Another possibility is to use Bayesian regression models for imputation, which yield a posterior distribution over the missing feature. You can propagate this distribution into your main predictive model. This approach is more complex and can be computationally demanding with large datasets, but it offers a more nuanced understanding of the risk around each imputed value.
A pitfall is that you may fail to communicate imputation-driven uncertainty to downstream decision-makers. If the home price prediction model influences substantial financial decisions, not reporting the range of uncertainty for properties that had square footage estimated could mislead stakeholders. Transparent communication about confidence intervals or uncertainty bounds can help mitigate these risks.
What is the advantage of using domain knowledge during the imputation process?
Real-estate professionals often know that properties in certain neighborhoods have tight bounds on square footage, while others span a broad range. Additionally, domain knowledge about housing styles, zoning laws, or historical building codes can guide the plausible range for a property’s size. For instance, if there is a neighborhood built in the 1960s under a specific code, typical square footage might fall between 800 and 2,500. Knowing this, you can constrain the imputation model or design custom rules that reduce unrealistic guesses.
Sometimes, local ordinances or homeowner association rules might limit the minimum or maximum square footage. Implementing these constraints can increase imputation accuracy. Another real-world scenario is historical or cultural contexts, such as neighborhoods known for expansions or renovations. Such insights can be encoded as features or used to build specialized models for different segments of the data.
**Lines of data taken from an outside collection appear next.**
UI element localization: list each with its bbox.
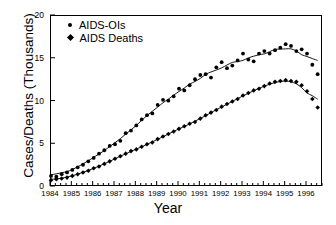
data-point xyxy=(156,103,160,107)
data-point xyxy=(91,166,96,171)
data-point xyxy=(262,84,267,89)
data-point xyxy=(278,79,283,84)
legend: AIDS-OIs AIDS Deaths xyxy=(66,18,143,44)
y-axis-title: Cases/Deaths (Thousands) xyxy=(21,6,36,186)
data-point xyxy=(214,65,218,69)
data-point xyxy=(134,124,138,128)
data-point xyxy=(49,174,53,178)
series-aids-ois xyxy=(49,42,319,178)
data-point xyxy=(139,145,144,150)
data-point xyxy=(166,132,171,137)
data-point xyxy=(161,98,165,102)
data-point xyxy=(86,159,90,163)
y-tick-label: 20 xyxy=(14,11,44,20)
aids-chart: Cases/Deaths (Thousands) Year 05101520 1… xyxy=(0,0,336,225)
legend-label: AIDS Deaths xyxy=(80,32,144,44)
data-point xyxy=(310,97,315,102)
data-point xyxy=(129,149,134,154)
data-point xyxy=(198,116,203,121)
data-point xyxy=(60,172,64,176)
data-point xyxy=(236,59,240,63)
x-tick-label: 1996 xyxy=(286,190,326,198)
data-point xyxy=(140,118,144,122)
data-point xyxy=(262,49,266,53)
x-axis-title: Year xyxy=(0,200,336,216)
data-point xyxy=(145,142,150,147)
data-point xyxy=(225,102,230,107)
data-point xyxy=(230,64,234,68)
data-point xyxy=(81,163,85,167)
data-point xyxy=(102,162,107,167)
data-point xyxy=(102,148,106,152)
data-point xyxy=(257,86,262,91)
data-point xyxy=(284,42,288,46)
data-point xyxy=(220,60,224,64)
y-tick-label: 5 xyxy=(14,139,44,148)
trend-line xyxy=(51,49,318,175)
data-point xyxy=(177,87,181,91)
data-point xyxy=(257,52,261,56)
data-point xyxy=(172,94,176,98)
data-point xyxy=(193,77,197,81)
legend-label: AIDS-OIs xyxy=(79,19,125,31)
diamond-marker-icon xyxy=(66,34,73,41)
data-point xyxy=(268,52,272,56)
y-tick-label: 15 xyxy=(14,54,44,63)
data-point xyxy=(107,159,112,164)
circle-marker-icon xyxy=(68,23,72,27)
data-point xyxy=(305,52,309,56)
data-point xyxy=(118,154,123,159)
data-point xyxy=(92,156,96,160)
data-point xyxy=(246,58,250,62)
data-point xyxy=(230,99,235,104)
data-point xyxy=(171,129,176,134)
data-point xyxy=(81,170,86,175)
data-point xyxy=(124,131,128,135)
data-point xyxy=(118,139,122,143)
data-point xyxy=(97,164,102,169)
legend-item-aids-deaths: AIDS Deaths xyxy=(66,31,143,44)
data-point xyxy=(283,78,288,83)
data-point xyxy=(300,47,304,51)
data-point xyxy=(123,151,128,156)
data-point xyxy=(188,83,192,87)
data-point xyxy=(70,168,74,172)
data-point xyxy=(198,73,202,77)
data-point xyxy=(209,76,213,80)
legend-item-aids-ois: AIDS-OIs xyxy=(66,18,143,31)
data-point xyxy=(129,129,133,133)
data-point xyxy=(97,152,101,156)
data-point xyxy=(204,72,208,76)
data-point xyxy=(65,171,69,175)
data-point xyxy=(182,124,187,129)
data-point xyxy=(177,127,182,132)
data-point xyxy=(315,105,320,110)
data-point xyxy=(241,52,245,56)
data-point xyxy=(225,66,229,70)
data-point xyxy=(113,156,118,161)
data-point xyxy=(150,112,154,116)
data-point xyxy=(49,178,54,183)
data-point xyxy=(294,49,298,53)
data-point xyxy=(113,142,117,146)
data-point xyxy=(134,147,139,152)
series-aids-deaths xyxy=(49,78,320,183)
trend-line xyxy=(51,81,318,179)
data-point xyxy=(59,176,64,181)
data-point xyxy=(316,72,320,76)
data-point xyxy=(70,174,75,179)
data-point xyxy=(305,89,310,94)
data-point xyxy=(278,46,282,50)
data-point xyxy=(108,144,112,148)
data-point xyxy=(161,134,166,139)
data-point xyxy=(76,165,80,169)
data-point xyxy=(289,44,293,48)
data-point xyxy=(209,110,214,115)
data-point xyxy=(251,88,256,93)
data-point xyxy=(252,59,256,63)
data-point xyxy=(75,172,80,177)
data-point xyxy=(273,48,277,52)
data-point xyxy=(182,88,186,92)
data-point xyxy=(145,113,149,117)
data-point xyxy=(65,175,70,180)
A pitfall is misapplying domain knowledge that does not accurately reflect the data at scale or using anecdotal evidence that contradicts the more general patterns in the dataset. Proper validation on a held-out set is crucial to ensure that any domain-driven constraints do not degrade predictive performance or introduce contradictory assumptions.
How might we handle extremely sparse data where multiple key features (not just square footage) are missing in a large fraction of rows?
In some datasets, you might find that certain listings are missing half or more of their features, including crucial ones like lot size, number of floors, and year of construction. In such extreme scenarios, standard single-feature imputation might not suffice. Multiple imputation techniques (like MICE) could still be used, but if the missingness is too high, you risk introducing significant noise and spurious correlations.
In these situations, a multi-pronged approach might be needed:
Clustering or segmenting properties based on available attributes, then imputing within each cluster to reduce heterogeneity.
Using feature engineering to create aggregate or proxy variables (e.g., combine neighborhood and number_of_bedrooms to estimate building type).
Considering specialized data-sparse modeling techniques, such as Bayesian hierarchical modeling where partial pooling can help fill in missing information across clusters.
A key challenge is that with extremely sparse data, your imputation model might not have enough information to reliably estimate the missing values. You also risk magnifying existing biases, because if your data are systematically sparser in certain subpopulations or neighborhoods, your imputation might systematically misrepresent those homes. Proper cross-validation strategies that simulate real-world missingness patterns become even more critical here.